Monday, July 27, 2009

The New York Times on Alarm Will Sound

From "A Classical Approach to Electronic Sounds" by Allan Kozinn:

"It is hard to tell whether Alarm Will Sound is finding itself or losing itself, but it may be a bit of both. A reasonably straightforward new-music band in 2001, when it made the jump from college orchestra (at the Eastman School of Music in Rochester) to professional ensemble, it has preserved its freshness by thinking about repertory in ways that most groups do not...

Mostly the group slips these transcriptions into programs otherwise devoted to composers with more solidly classical pedigrees, but it occasionally devotes an evening almost entirely to its adventures in electronica, as it did on Wednesday evening at Le Poisson Rouge. The occasion was the fifth anniversary of “Acoustica” — the CD of works by the electronic composer Aphex Twin it released on Cantaloupe in 2005, which has become its biggest-selling disc — celebrated a bit early...

...Caleb Burhans’s melancholy “oh ye of little faith ... (do you know where your children are?)” moves deftly from gentle Minimalist scale figures to electric-guitar power chords, touching on murky brass figures along the way. Mr. Burhans’s work was written for Alice Tully Hall’s reopening festivities this year. It delivered a more visceral punch in the tighter confines of Le Poisson Rouge."

Read all of "A Classical Approach to Electronic Sounds."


The answer should hold exactly the lines of the entries below from the one containing "xyxy pixel coordinates" through the last line, both included.

### Records from a dataset

☆ ☆ ☆

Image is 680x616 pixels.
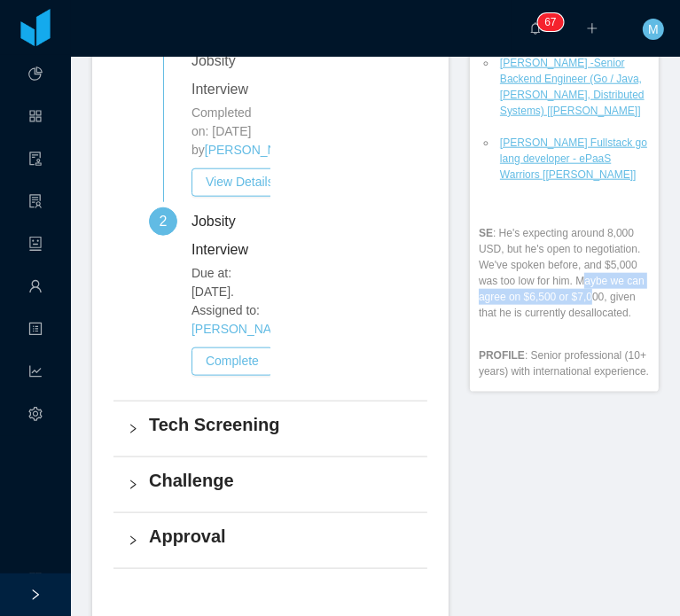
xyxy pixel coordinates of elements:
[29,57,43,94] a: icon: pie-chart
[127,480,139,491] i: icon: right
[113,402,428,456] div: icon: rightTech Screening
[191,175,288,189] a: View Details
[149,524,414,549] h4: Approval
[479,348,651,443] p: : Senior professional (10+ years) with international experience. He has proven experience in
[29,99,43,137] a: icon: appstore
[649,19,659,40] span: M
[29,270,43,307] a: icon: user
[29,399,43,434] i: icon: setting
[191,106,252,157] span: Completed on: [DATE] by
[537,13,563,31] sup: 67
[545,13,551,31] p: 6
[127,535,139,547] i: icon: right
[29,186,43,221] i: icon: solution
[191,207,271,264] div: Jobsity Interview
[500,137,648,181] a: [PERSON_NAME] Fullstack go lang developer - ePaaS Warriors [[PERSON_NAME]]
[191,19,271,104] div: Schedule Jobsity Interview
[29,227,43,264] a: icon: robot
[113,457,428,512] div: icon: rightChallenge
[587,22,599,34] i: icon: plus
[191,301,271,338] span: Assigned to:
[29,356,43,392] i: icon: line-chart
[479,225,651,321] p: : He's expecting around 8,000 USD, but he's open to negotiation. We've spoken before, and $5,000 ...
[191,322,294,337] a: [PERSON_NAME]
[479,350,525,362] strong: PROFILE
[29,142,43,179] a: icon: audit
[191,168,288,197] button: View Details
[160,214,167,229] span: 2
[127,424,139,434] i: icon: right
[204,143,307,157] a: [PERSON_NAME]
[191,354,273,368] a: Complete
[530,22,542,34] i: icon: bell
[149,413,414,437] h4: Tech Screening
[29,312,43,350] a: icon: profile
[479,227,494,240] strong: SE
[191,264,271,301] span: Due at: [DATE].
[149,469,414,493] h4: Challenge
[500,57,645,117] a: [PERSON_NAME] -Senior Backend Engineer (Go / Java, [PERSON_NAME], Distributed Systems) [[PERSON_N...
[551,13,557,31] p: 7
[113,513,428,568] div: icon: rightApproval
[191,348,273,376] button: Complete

☆ ☆ ☆

### Exercise result
xyxy pixel coordinates of elements:
[29,57,43,94] a: icon: pie-chart
[127,480,139,491] i: icon: right
[113,402,428,456] div: icon: rightTech Screening
[191,175,288,189] a: View Details
[149,524,414,549] h4: Approval
[479,348,651,443] p: : Senior professional (10+ years) with international experience. He has proven experience in
[29,99,43,137] a: icon: appstore
[649,19,659,40] span: M
[29,270,43,307] a: icon: user
[29,399,43,434] i: icon: setting
[191,106,252,157] span: Completed on: [DATE] by
[537,13,563,31] sup: 67
[545,13,551,31] p: 6
[127,535,139,547] i: icon: right
[29,186,43,221] i: icon: solution
[191,207,271,264] div: Jobsity Interview
[500,137,648,181] a: [PERSON_NAME] Fullstack go lang developer - ePaaS Warriors [[PERSON_NAME]]
[191,19,271,104] div: Schedule Jobsity Interview
[29,227,43,264] a: icon: robot
[113,457,428,512] div: icon: rightChallenge
[587,22,599,34] i: icon: plus
[191,301,271,338] span: Assigned to:
[29,356,43,392] i: icon: line-chart
[479,225,651,321] p: : He's expecting around 8,000 USD, but he's open to negotiation. We've spoken before, and $5,000 ...
[191,322,294,337] a: [PERSON_NAME]
[479,350,525,362] strong: PROFILE
[29,142,43,179] a: icon: audit
[191,168,288,197] button: View Details
[160,214,167,229] span: 2
[127,424,139,434] i: icon: right
[204,143,307,157] a: [PERSON_NAME]
[191,354,273,368] a: Complete
[530,22,542,34] i: icon: bell
[149,413,414,437] h4: Tech Screening
[29,312,43,350] a: icon: profile
[479,227,494,240] strong: SE
[191,264,271,301] span: Due at: [DATE].
[149,469,414,493] h4: Challenge
[500,57,645,117] a: [PERSON_NAME] -Senior Backend Engineer (Go / Java, [PERSON_NAME], Distributed Systems) [[PERSON_N...
[551,13,557,31] p: 7
[113,513,428,568] div: icon: rightApproval
[191,348,273,376] button: Complete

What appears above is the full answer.